What is a key, in plain words?
A key is a secret string of characters, like a very long password, that lets you move your coins. Most apps hide it behind a backup of 12 or 24 simple words, called a seed phrase. Those words can rebuild your key, so anyone who has them can take your coins. Write the words on paper and keep them somewhere safe. Never type them into a website and never take a photo of them.
What happens if I lose my key?
If you hold the key yourself and lose it with no backup, the coins are stuck for good. There is no reset and no support line that can recover them. That is why your written backup words matter so much, and why some people choose a setup with a helper or a company so one lost key is not the end of the story.
If a company holds my Bitcoin, do I really own it?

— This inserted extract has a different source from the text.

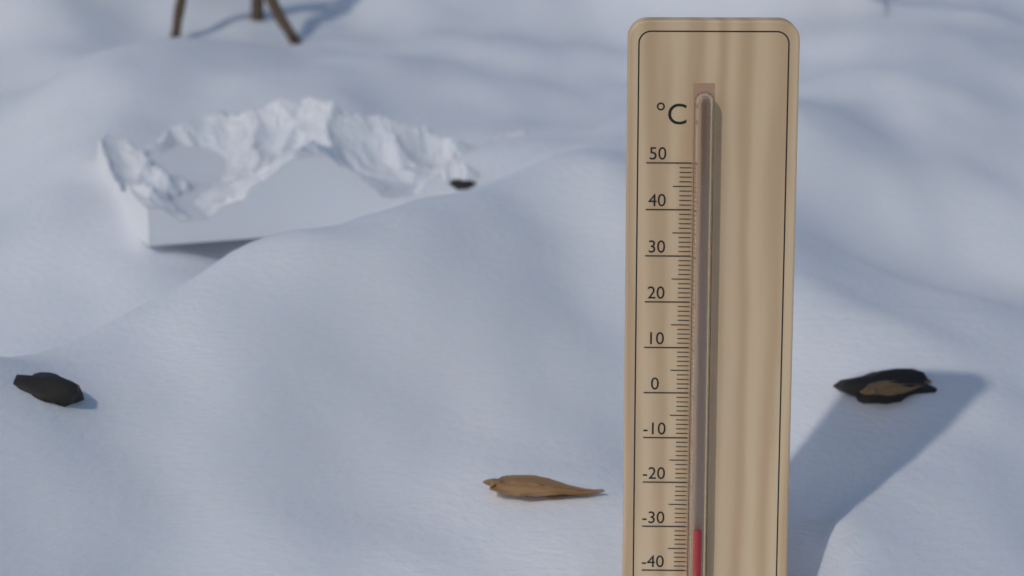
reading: -30 °C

Sort of. The company holds the key, so what you really own is a promise from them to give you your coins back. That can be fine if the company is trustworthy and careful. But it is a different thing from holding the coins yourself, and it is worth knowing which one you have.
What is multisig?
Multisig just means it takes more than one key to move your coins, like a safe that needs two keys turned at once. A common setup uses three keys and needs any two to spend. So if one key is lost or stolen, your coins are still safe. It is more to manage, but it removes the single weak point. You can set this up yourself, or share it with a company that holds one of the keys.
I just want to start. What is the simplest path?
Pick who holds the key. If you want a company to handle it for you while you learn, that is fine. If you want to hold it yourself, get a wallet app or a small hardware device and carefully write down your backup words. When you are ready to compare real options, Pledge scores custody providers and wallets side by side so you can see the trade-offs clearly.